The Church has shared the fate of the English-speaking race in its worldwide diffusiveness. If there has been an expansion of England, so has there been an expansion of the Church of England as well. It may be true that that expansion "has been in most cases simply the following up of the unexampled expansion of commerce, dominion, intellectual and moral civilization which has been granted to England, and which has made the English-speaking people one of the great ruling factors in the present and future history of the world." But the expansion of England has necessarily imparted a new strength to the Church of England.
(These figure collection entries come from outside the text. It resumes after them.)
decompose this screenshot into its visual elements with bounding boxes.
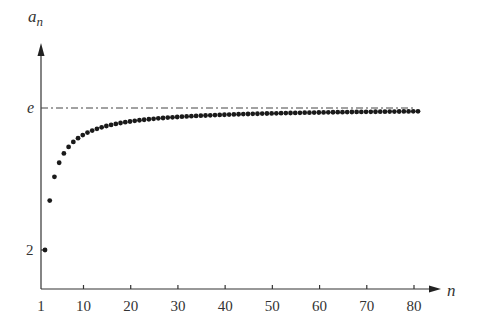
data-point [269, 111, 274, 116]
data-point [213, 113, 218, 118]
data-point [217, 113, 222, 118]
data-point [47, 198, 52, 203]
x-tick-labels: 11020304050607080 [37, 298, 421, 314]
data-point [312, 110, 317, 115]
data-point [170, 115, 175, 120]
y-tick-label-2: 2 [26, 242, 34, 258]
data-point [146, 117, 151, 122]
x-tick-label: 1 [37, 298, 45, 314]
x-axis-label: n [447, 281, 456, 300]
data-point [61, 151, 66, 156]
data-point [364, 109, 369, 114]
data-point [57, 160, 62, 165]
data-point [331, 110, 336, 115]
data-point [132, 118, 137, 123]
data-point [401, 109, 406, 114]
data-point [302, 110, 307, 115]
data-point [208, 113, 213, 118]
data-point [349, 110, 354, 115]
data-point [316, 110, 321, 115]
x-tick-label: 80 [407, 298, 422, 314]
data-point [354, 110, 359, 115]
x-tick-label: 70 [359, 298, 374, 314]
data-point [71, 140, 76, 145]
data-point [109, 122, 114, 127]
x-tick-label: 50 [265, 298, 280, 314]
data-point [80, 133, 85, 138]
data-point [52, 174, 57, 179]
data-point [345, 110, 350, 115]
data-point [175, 115, 180, 120]
data-point [260, 111, 265, 116]
data-point [335, 110, 340, 115]
asymptote-label: e [27, 99, 34, 116]
data-point [128, 119, 133, 124]
data-point [184, 114, 189, 119]
data-point [241, 112, 246, 117]
data-point [151, 116, 156, 121]
x-tick-label: 60 [312, 298, 327, 314]
data-point [279, 111, 284, 116]
data-point [411, 109, 416, 114]
x-tick-label: 30 [170, 298, 185, 314]
data-point [123, 120, 128, 125]
data-point [231, 112, 236, 117]
data-point [340, 110, 345, 115]
data-point [43, 248, 48, 253]
data-point [378, 109, 383, 114]
data-point [250, 111, 255, 116]
data-point [283, 111, 288, 116]
data-point [76, 136, 81, 141]
data-point [321, 110, 326, 115]
data-point [222, 112, 227, 117]
data-point [236, 112, 241, 117]
data-point [288, 111, 293, 116]
data-point [246, 112, 251, 117]
data-point [293, 110, 298, 115]
data-point [142, 117, 147, 122]
data-point [397, 109, 402, 114]
data-point [85, 130, 90, 135]
data-point [161, 116, 166, 121]
data-point [298, 110, 303, 115]
data-point [368, 109, 373, 114]
data-point [416, 109, 421, 114]
data-point [406, 109, 411, 114]
data-point [137, 118, 142, 123]
data-point [227, 112, 232, 117]
data-point [189, 114, 194, 119]
data-point [165, 115, 170, 120]
data-point [203, 113, 208, 118]
data-point [99, 125, 104, 130]
data-point [198, 113, 203, 118]
data-point [274, 111, 279, 116]
data-point [326, 110, 331, 115]
data-point [387, 109, 392, 114]
data-point [383, 109, 388, 114]
data-point [359, 109, 364, 114]
data-point [95, 126, 100, 131]
data-point [255, 111, 260, 116]
data-point [104, 124, 109, 129]
data-point [392, 109, 397, 114]
x-tick-label: 10 [76, 298, 91, 314]
sequence-chart: an n e 2 11020304050607080 [0, 0, 478, 334]
data-point [90, 128, 95, 133]
data-point [194, 114, 199, 119]
x-tick-label: 40 [218, 298, 233, 314]
data-point [265, 111, 270, 116]
data-point [373, 109, 378, 114]
data-point [307, 110, 312, 115]
data-point [118, 121, 123, 126]
axes [38, 43, 442, 293]
data-point [113, 121, 118, 126]
y-axis-label: an [28, 7, 43, 29]
data-points [43, 109, 421, 252]
data-point [156, 116, 161, 121]
data-point [66, 144, 71, 149]
data-point [180, 114, 185, 119]
x-tick-label: 20 [123, 298, 138, 314]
It could not but happen that the .Church of the nation, whose Empire includes something like one-fourth part of the habitable world and of its population, should rise to a heightened sense of responsibility and opportunity. "In religion," to quote Lord Acton's words," "as in so many things the product of the centuries" since the Reformation "has favored the new elements, and the centre of gravity moving from the Mediterranean to the Oceanic, from the Latin to the Teuton, has also passed from the Catholic to the Protestant"; and the Church of England, like the nation itself, may be said, in Sir John Seeley's striking phrase, to have entered upon so great a possession, as it were, "in a fit of absence of mind.”

The Church, then, has been spiritually responsive to the political and industrial energy which has in the last three or four centuries created the British Empire. If it cannot be said of her in the fine figure which Edgar

4 Barry, "The Ecclesiastical Expansion of England," p. 8.

sLectures on Modern History," Inaugural Lecture on the Study of History, p. 9.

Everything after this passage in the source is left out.